A community centre could be renamed to honour Britain’s “trailblazing” first Black female headteacher.

Yvonne Conolly was appointed to the top job at Islington's Ring Cross Primary School in 1969 when she was just 29.

She had to be escorted to the school on her first day because of racist threats.

Islington Council wants to rename the community centre on the Ring Cross Estate after her.

She was posthumously awarded the Freedom of the Borough this year.
She once recounted arriving in the UK from Jamaica in 1963 on “a grey, grey day – I wondered what I had done”.

Speaking to the BBC in 2019, she said she was aware of racial tensions in many UK schools. “There were small silly things, nothing dangerous but enough to cause discomfort," she said.

When she was made headteacher at the primary school in Holloway’s Eden Grove, she was the focus of media attention.

She recalled: “When I was appointed somebody threatened to burn the school down.”

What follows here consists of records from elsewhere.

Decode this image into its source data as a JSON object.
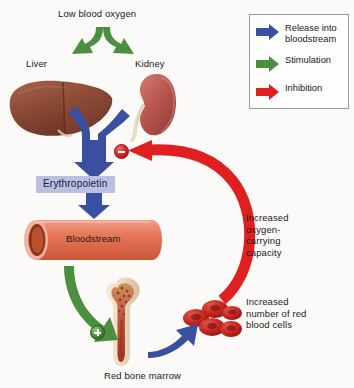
{
  "diagram": {
    "background_color": "#fbfaf8"
  },
  "legend": {
    "border_color": "#9b9b9b",
    "items": [
      {
        "label": "Release into bloodstream",
        "color": "#3b4fa0",
        "icon": "blue-arrow-icon"
      },
      {
        "label": "Stimulation",
        "color": "#4a9040",
        "icon": "green-arrow-icon"
      },
      {
        "label": "Inhibition",
        "color": "#e02020",
        "icon": "red-arrow-icon"
      }
    ]
  },
  "labels": {
    "low_blood_oxygen": "Low blood oxygen",
    "liver": "Liver",
    "kidney": "Kidney",
    "erythropoietin": "Erythropoietin",
    "bloodstream": "Bloodstream",
    "red_bone_marrow": "Red bone marrow",
    "increased_oxygen_capacity": "Increased oxygen-carrying capacity",
    "increased_rbc": "Increased number of red blood cells"
  },
  "badges": {
    "inhibition_sign": "minus",
    "stimulation_sign": "plus"
  },
  "colors": {
    "blue_arrow": "#3b4fa0",
    "green_arrow": "#4a9040",
    "red_arrow": "#e02020",
    "epo_chip_bg": "#bcc0e0",
    "vessel": "#e8795a",
    "liver": "#8c4a35",
    "kidney": "#b9564f",
    "rbc": "#c3231e"
  }
}
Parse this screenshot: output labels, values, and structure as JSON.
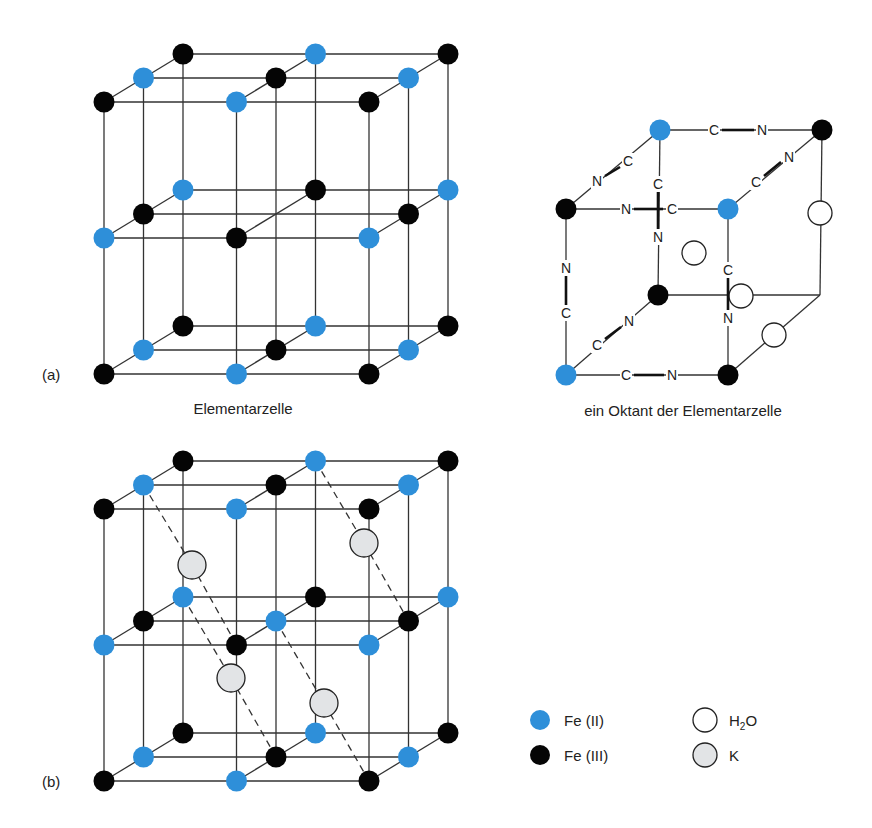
{
  "colors": {
    "fe2": "#2e8fd9",
    "fe3": "#050505",
    "h2o_fill": "#ffffff",
    "k_fill": "#e2e4e6",
    "line": "#333333"
  },
  "panel_a": {
    "label": "(a)",
    "caption": "Elementarzelle",
    "octant_caption": "ein Oktant der Elementarzelle"
  },
  "panel_b": {
    "label": "(b)"
  },
  "octant": {
    "bond_labels": [
      "C",
      "N"
    ]
  },
  "legend": {
    "items": [
      {
        "symbol": "blue-dot",
        "label": "Fe (II)"
      },
      {
        "symbol": "black-dot",
        "label": "Fe (III)"
      },
      {
        "symbol": "white-circle",
        "label": "H2O",
        "text_main": "H",
        "text_sub": "2",
        "text_end": "O"
      },
      {
        "symbol": "gray-circle",
        "label": "K"
      }
    ]
  }
}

Conolly added she was sent the articles with her picture crossed out and “nasty comments” written over them. Some Black people thought she had “sold out” too, she said.

However she was determined to do the job she trained for.

“I had a responsibility for all the children in my school, regardless of race or religion,” she said. “The differences were less than the commonalities that we shared. And therefore we had to get on with it.

“Happily the parents were only interested in whether their children would get a good education. And that was my focus.”

Conolly died in January 2021, aged 81.

Holloway ward councillor Rakhia Ismail, who was the UK’s first Somali-born mayor, proposed renaming the Ring Cross Estate after Conolly.

Ismail, the only Conservative on the council, brought a motion last week saying: “Black and minority British children’s voices are still under-represented in great numbers in education establishments, and it is obvious that discrimination on an institutional and structural level is experienced daily in the leadership of children’s learning.”

Cllr Ismail said 92 per cent of headteachers and 85 per cent of school teachers in England are white British, according to 2019 data.